Official: NATO Heart of U.K. Defense Strategy Post European Union Exit

November 6, 2018 6:48 PM
Two F-35B Lightning II fighter successfully landed onboard HMS Queen Elizabeth on Sept. 25, 2018. Lockheed Martin Photo

The U.K. will remain committed to NATO and to being a high-end defense partner even after it withdraws from the European Union in March, the British defense acquisition chief predicted on Tuesday.

“NATO is at the heart of our defense strategy,” Stuart Andrew said while at the Heritage Foundation in Washington, D.C. Tuesday. Noting London already is well above the 2-percent threshold on security spending, he added, “I can’t see any of that changing,” even as the government tightens its belt in other areas to prepare for Brexit.

With the exit deadline approaching, he said Britain is stressing to its European allies their need to meet the 2-percent commitment to NATO to deter further aggression by Russia. He also said the U.K. was willing to work with members of the E.U. who are not NATO members on security matters.

“If someone hurts one partner, we are there,” Andrew said, especially to the frontline countries bordering Russia. He cited Royal Air Force deployments to the Baltic nations and Poland as examples of providing reassurance and bolstering deterrence. “We have to show … we have the capability to stop Russian aggression.”

Stuart Andrew

More than 20 percent of London’s defense budget is going into modernization – including carrier HMS Queen Elizabeth now operating off the U.S. East Coast, buying and manufacturing its full complement of 138 F-35B Lightning II Joint Strike Fighters, funding the Type 26 frigate for its own use and for sale to allies like Australia and possibly Canada, and its next generation of Dreadnought-class ballistic missile submarines.

He added the prime minister and the chancellor of the exchequer, who handles the United Kingdom’s spending, put 1 billion more pounds “into key capabilities – naval, anti-submarine warfare, cyber.”

While defense industrial cooperation between Washington and London is “closer and broader” than it has even been, Andrew warned, no longer “does NATO and the West have a monopoly on technological reach.”

That challenge across all domains not only comes from Russia and China or lesser powers like Iran and North Korea, but also terrorists like al Qaeda and the Islamic State and lone wolves.

Andrew also added a note of caution to an “America First” policy in defense procurement.

“Our challenge now is to make sure trading traffic moves in both directions,” he said, pointedly reminding the audience that Great Britain willingly shared its expertise in “the jet turbine and bouncing bomb” in World War II.

Andrew a number of times in his remarks stressed the role of interoperability to meet today’s threats and new ones over the horizon.

Looking at London’s pursuit of a follow-on to the F-35B, called the Tempest, he said, “this is about where we go next.” He added it was important “to keep the skills we got” in aircraft development and production, as well as in shipbuilding and for land forces.

Remarking that the Type 26 frigate was the first warship Britain was making for export since the 1970s, the Tempest venture “is also looking at our allies across the globe [and] where we go in the future.”

Likewise in Europe, London wants “to be careful not to duplicate” efforts in defense modernization with nations in or out of NATO. The goal “is work collaboratively with our allies” and partners.

John Grady

John Grady

John Grady, a former managing editor of Navy Times, retired as director of communications for the Association of the United States Army. His reporting on national defense and national security has appeared on Breaking Defense, GovExec.com, NextGov.com, DefenseOne.com, Government Executive and USNI News.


### How to complete this task
Return all lines from the listing below that include the word "tick".

===== Dataset entries

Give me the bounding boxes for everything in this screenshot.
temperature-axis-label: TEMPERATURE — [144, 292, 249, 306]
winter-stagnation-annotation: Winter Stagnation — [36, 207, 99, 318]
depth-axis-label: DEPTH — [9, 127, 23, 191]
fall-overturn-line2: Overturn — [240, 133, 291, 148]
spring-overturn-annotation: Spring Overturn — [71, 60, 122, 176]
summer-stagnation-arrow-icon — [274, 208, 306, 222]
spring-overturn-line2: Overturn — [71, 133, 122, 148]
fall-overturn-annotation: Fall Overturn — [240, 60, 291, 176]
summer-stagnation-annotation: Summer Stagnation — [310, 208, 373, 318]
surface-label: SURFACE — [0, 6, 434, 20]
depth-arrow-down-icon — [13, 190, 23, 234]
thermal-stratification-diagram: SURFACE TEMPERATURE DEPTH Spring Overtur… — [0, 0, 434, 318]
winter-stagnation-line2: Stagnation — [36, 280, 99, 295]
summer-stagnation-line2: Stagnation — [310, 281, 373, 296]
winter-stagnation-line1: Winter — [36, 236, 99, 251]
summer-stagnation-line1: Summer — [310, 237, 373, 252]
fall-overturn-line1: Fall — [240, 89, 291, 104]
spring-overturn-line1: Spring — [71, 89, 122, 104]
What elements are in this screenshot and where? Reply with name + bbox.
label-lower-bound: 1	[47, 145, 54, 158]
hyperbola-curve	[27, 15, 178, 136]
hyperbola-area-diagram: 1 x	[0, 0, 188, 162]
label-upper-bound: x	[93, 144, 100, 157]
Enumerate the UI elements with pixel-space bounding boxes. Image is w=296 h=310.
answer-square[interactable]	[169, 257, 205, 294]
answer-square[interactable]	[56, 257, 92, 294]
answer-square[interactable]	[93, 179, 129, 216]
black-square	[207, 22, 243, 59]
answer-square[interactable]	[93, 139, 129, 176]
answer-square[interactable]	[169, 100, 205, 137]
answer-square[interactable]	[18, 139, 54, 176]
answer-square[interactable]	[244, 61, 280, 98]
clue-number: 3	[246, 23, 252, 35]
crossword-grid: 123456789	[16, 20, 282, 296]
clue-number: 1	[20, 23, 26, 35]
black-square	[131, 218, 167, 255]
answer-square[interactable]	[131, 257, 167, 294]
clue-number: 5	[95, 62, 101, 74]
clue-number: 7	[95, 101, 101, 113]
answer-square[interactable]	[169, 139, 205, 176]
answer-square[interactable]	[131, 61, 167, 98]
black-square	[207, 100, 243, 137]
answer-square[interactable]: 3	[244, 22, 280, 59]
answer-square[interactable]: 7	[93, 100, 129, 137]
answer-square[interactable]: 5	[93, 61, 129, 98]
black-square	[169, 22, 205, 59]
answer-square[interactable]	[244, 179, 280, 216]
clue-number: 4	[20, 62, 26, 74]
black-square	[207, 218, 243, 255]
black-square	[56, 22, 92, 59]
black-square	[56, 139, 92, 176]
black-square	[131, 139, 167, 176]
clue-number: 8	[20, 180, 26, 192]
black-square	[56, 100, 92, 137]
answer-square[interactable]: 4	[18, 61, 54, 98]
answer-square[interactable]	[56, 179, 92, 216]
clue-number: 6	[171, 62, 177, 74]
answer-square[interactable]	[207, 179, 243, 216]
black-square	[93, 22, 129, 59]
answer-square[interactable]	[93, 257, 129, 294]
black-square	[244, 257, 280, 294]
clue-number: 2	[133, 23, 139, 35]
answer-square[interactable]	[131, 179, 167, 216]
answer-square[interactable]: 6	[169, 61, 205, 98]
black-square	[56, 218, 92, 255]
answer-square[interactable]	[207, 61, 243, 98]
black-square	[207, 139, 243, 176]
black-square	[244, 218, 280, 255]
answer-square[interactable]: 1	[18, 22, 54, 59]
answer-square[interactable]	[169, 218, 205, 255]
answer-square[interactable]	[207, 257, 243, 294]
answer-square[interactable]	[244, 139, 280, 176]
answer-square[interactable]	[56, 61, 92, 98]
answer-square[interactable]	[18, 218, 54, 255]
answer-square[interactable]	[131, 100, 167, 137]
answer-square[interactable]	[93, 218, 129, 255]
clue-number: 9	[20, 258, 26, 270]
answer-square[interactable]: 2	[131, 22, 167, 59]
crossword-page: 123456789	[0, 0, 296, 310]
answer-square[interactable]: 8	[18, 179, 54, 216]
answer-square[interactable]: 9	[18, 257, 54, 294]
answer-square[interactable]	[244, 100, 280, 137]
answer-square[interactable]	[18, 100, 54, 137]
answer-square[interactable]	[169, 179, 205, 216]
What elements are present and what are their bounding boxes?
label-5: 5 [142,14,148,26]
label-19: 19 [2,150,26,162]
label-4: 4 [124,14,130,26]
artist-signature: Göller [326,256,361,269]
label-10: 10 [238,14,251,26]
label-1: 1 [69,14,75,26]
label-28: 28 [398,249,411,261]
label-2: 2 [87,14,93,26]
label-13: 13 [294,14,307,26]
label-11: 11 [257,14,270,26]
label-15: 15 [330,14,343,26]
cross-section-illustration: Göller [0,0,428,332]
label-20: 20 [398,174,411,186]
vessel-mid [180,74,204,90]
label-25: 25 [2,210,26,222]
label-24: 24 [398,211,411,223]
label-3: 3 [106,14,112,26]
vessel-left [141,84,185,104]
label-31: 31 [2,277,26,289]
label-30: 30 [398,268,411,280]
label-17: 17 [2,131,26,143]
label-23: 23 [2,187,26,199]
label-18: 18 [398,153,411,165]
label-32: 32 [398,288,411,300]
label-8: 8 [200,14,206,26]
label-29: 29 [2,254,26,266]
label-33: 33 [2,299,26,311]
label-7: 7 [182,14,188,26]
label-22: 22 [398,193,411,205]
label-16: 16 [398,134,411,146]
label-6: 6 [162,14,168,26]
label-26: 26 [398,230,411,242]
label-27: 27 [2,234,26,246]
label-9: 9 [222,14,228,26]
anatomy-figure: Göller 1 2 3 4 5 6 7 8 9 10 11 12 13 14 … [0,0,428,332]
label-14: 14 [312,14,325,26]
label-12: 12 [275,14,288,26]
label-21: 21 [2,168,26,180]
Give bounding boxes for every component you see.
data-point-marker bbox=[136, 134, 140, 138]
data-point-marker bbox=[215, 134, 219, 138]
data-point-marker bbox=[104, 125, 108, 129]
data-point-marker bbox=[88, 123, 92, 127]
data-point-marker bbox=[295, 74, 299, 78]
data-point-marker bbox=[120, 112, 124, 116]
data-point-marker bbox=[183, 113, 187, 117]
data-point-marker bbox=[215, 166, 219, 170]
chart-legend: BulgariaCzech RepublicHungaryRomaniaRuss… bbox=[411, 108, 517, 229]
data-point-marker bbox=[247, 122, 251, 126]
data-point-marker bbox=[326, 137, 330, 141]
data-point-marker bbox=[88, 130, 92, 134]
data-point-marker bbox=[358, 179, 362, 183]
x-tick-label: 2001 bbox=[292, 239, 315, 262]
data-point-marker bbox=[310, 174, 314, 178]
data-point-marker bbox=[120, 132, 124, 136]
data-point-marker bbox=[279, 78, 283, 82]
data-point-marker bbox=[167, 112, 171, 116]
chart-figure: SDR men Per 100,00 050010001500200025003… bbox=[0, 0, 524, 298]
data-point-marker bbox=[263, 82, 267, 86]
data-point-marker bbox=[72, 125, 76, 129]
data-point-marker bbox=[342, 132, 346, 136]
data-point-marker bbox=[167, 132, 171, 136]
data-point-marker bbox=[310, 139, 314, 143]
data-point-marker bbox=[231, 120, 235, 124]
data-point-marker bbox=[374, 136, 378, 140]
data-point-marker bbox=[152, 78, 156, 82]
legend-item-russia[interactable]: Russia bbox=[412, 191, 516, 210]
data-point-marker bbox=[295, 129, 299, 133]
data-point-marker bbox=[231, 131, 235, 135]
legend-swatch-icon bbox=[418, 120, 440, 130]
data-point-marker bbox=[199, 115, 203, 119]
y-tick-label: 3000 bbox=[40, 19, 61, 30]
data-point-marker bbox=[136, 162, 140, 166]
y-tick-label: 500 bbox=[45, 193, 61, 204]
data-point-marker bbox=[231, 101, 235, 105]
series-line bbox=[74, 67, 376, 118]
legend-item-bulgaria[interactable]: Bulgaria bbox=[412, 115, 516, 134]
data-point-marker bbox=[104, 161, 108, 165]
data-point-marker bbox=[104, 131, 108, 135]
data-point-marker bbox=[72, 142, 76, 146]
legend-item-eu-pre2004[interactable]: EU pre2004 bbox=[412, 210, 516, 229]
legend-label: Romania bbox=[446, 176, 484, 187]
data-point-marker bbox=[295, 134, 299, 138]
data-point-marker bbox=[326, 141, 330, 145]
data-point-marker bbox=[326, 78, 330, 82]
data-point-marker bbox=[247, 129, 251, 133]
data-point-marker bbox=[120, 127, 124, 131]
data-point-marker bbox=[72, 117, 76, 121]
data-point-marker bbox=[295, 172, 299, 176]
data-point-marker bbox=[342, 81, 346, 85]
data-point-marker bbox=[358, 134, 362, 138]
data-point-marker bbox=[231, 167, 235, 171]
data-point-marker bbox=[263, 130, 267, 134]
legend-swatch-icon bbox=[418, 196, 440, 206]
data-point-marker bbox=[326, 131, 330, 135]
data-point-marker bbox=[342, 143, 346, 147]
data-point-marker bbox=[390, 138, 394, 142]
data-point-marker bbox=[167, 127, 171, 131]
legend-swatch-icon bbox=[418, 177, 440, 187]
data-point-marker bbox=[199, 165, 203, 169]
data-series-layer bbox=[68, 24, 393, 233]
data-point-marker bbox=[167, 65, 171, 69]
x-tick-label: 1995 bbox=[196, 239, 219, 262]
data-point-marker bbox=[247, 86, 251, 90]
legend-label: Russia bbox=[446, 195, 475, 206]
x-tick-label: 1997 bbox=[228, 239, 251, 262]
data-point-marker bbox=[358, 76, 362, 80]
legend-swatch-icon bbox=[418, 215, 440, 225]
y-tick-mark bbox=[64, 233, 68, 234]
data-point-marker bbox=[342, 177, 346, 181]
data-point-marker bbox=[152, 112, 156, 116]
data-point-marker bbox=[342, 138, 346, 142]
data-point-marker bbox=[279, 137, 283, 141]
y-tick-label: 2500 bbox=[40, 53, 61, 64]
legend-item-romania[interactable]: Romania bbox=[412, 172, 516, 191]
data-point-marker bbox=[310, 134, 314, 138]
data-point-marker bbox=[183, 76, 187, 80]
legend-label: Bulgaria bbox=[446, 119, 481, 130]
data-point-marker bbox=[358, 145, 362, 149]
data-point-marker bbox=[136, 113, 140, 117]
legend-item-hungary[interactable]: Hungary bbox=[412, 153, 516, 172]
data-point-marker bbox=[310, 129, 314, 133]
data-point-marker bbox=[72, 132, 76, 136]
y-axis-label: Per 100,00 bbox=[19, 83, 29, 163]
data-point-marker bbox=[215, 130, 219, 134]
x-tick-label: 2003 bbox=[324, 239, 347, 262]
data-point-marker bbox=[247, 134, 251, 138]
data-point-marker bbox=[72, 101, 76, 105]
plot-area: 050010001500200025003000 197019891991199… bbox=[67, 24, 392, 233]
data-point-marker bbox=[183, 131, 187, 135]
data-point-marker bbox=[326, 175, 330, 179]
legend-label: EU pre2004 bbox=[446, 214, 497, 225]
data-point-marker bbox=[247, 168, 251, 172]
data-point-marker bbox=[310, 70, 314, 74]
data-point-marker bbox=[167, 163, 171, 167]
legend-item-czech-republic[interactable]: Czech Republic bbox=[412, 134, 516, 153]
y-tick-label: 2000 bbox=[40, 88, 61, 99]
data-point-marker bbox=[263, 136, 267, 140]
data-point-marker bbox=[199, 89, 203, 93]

==========

### Answer area
x-tick-label: 2001 bbox=[292, 239, 315, 262]
y-tick-label: 3000 bbox=[40, 19, 61, 30]
y-tick-label: 500 bbox=[45, 193, 61, 204]
x-tick-label: 1995 bbox=[196, 239, 219, 262]
x-tick-label: 1997 bbox=[228, 239, 251, 262]
y-tick-mark bbox=[64, 233, 68, 234]
y-tick-label: 2500 bbox=[40, 53, 61, 64]
x-tick-label: 2003 bbox=[324, 239, 347, 262]
y-tick-label: 2000 bbox=[40, 88, 61, 99]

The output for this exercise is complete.